The kite that got away

Kite day at Asbell Elementary School in Fayetteville. It was the spring of 1963 and I was in first grade. The day started out ordinary, but it certainly didn’t end that way.
The sky was slate gray with solid overcast. The wind was blowing from the northeast at a constant speed of 20 miles an hour, gusting to 25 or 30. It was cool, but not cold. And because of the continuous wind, it was a perfect day to fly kites, despite the clouds.
So about 20 first graders gathered on the playground, and we unhitched our kites and launched them into the sky. Usually, to make things fly, you had to run into the wind and get them to sail at high speed. This technique would be useless today. To fly the kites, all you had to do was turn your back to the wind and launch them into the sky. The strong breeze did the rest.
I had 100 feet of string wrapped around a one foot ruler. Very soon after, my kite was up the full length of my string, and I was only holding onto the ruler. It was beautiful to see the kite fly and spin so high in the sky. The fact that there was constant tension on my spindly freshman arms never even occurred to me.
It was about to.
Because there were two dozen children in a more or less confined space, there were bound to be conflicts. And very soon there were. My line got tangled with another boy’s line, and we both devised plans to untangle the lines. My plan was to go upwind until the lines clear naturally. His plan was to shake his line as hard as he could. And he did.
And my sovereign flew from my hands.
Within seconds my kite was up like a jet plane. Recovering the ruler was out of the question. There was no more strategy now. Only gaping at what my kite was doing. Every child on the playground, every teacher, watched the spectacle with a mixture of astonishment and dismay. How could he do that?
Within a minute my kite was hundreds of feet in the air and still climbing. In five minutes he was all but gone, a tiny speck in the sky en route to Farmington.
It’s kind of funny in retrospect, but I didn’t really feel any angst about losing my kite that day. Some children would have melted and cried for hours. All I did was watch in amazement as it disappeared into the southwest, with the realization that I would never fly a kite as high and as far as that day. I returned to the building as proud as any first grader could be and happy to have made history at Fayetteville Public School.
— Doug Chastain is a retired teacher and is currently the Large Vehicle Transportation Specialist for the Siloam Springs School District. (Okay, he drives a bus.) He’s also a turf technician at Camp Siloam. (Yeah, he mows the lawn.) You can contact him at [email protected] The opinions expressed are those of the author.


▶ [Exercise]: Output exactly, in the material below, the lines from the one with "Detect <item>plant</item>. Provide" through the one with "Detect 'window' and". Omit all pictures.
Listed entries below:
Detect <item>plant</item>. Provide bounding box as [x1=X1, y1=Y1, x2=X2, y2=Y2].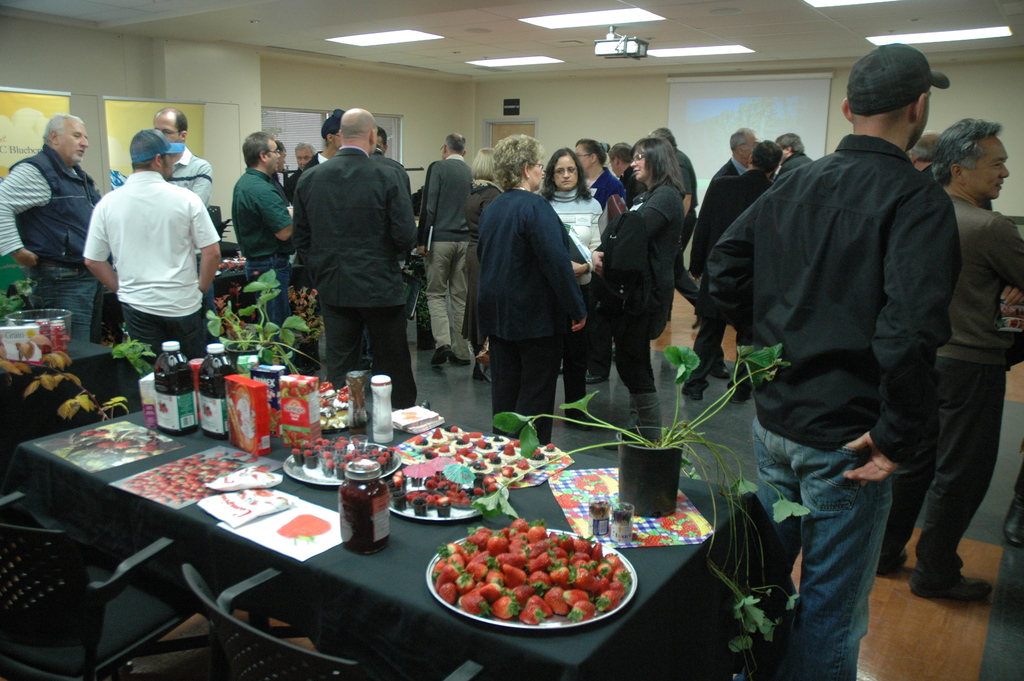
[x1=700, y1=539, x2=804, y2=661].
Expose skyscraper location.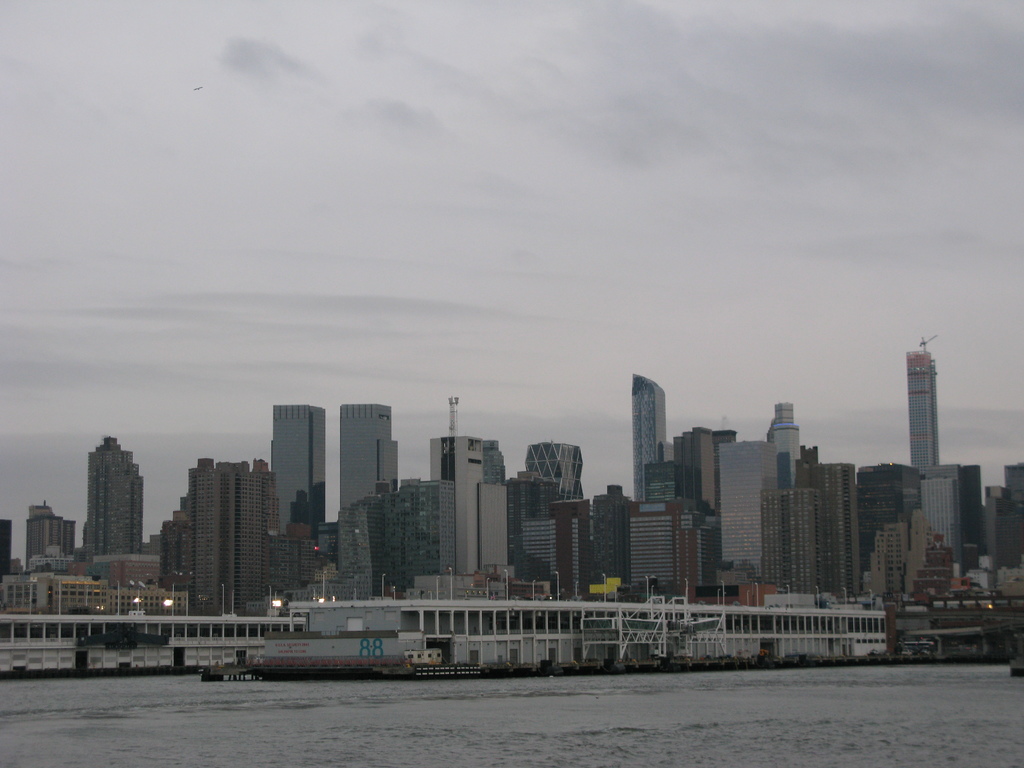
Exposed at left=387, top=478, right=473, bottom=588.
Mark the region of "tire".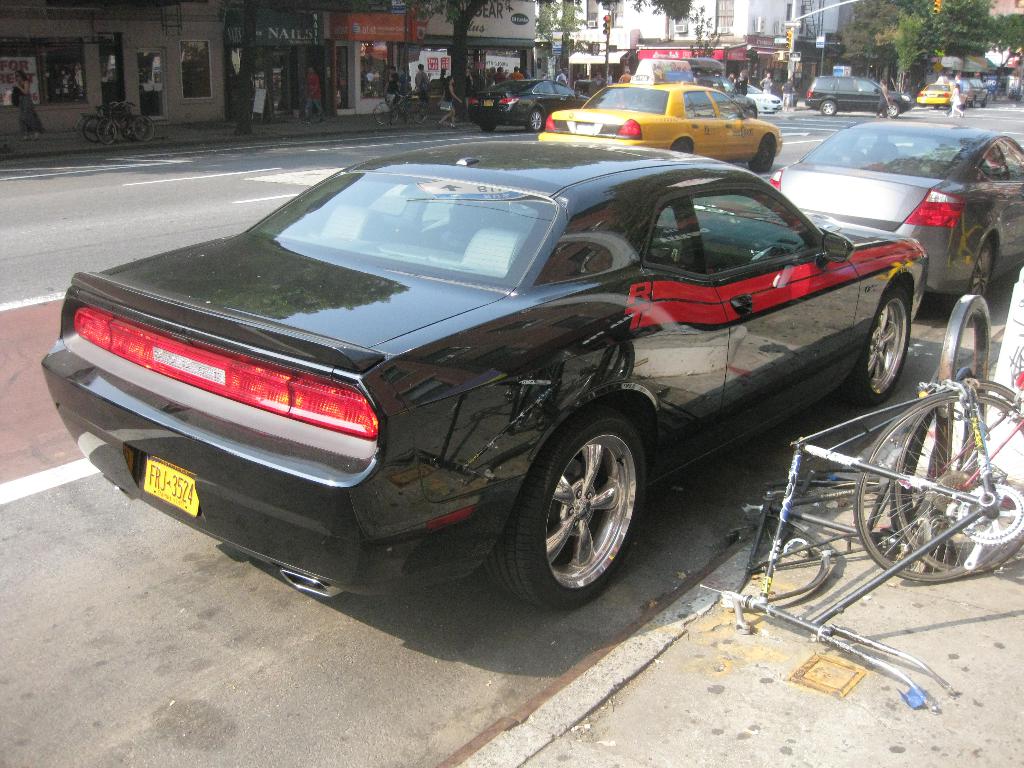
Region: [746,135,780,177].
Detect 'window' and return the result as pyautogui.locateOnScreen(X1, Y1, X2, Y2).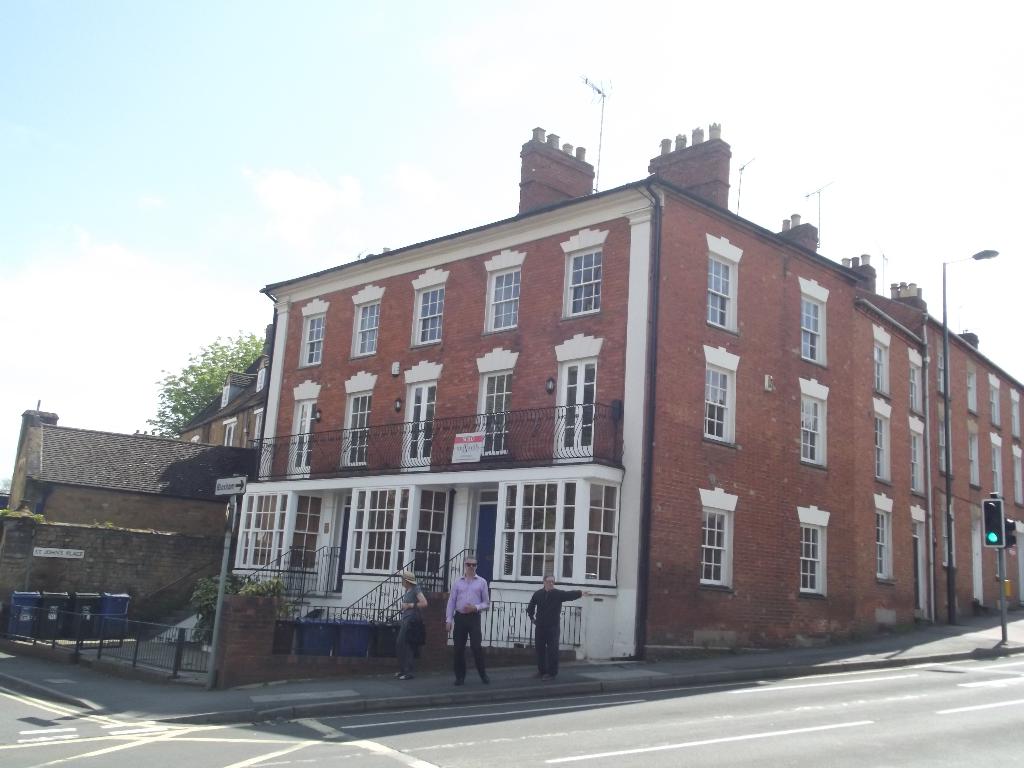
End of Listed entries.
Listed entries below:
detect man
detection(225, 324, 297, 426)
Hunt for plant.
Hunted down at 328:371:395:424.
End of Listed entries.
▶ [Expected answer]:
Detect <item>plant</item>. Provide bounding box as [x1=X1, y1=Y1, x2=X2, y2=Y2].
[x1=700, y1=539, x2=804, y2=661].
Expose skyscraper location.
Exposed at left=387, top=478, right=473, bottom=588.
Mark the region of "tire".
Region: [746,135,780,177].
Detect 'window' and return the result as pyautogui.locateOnScreen(X1, Y1, X2, Y2).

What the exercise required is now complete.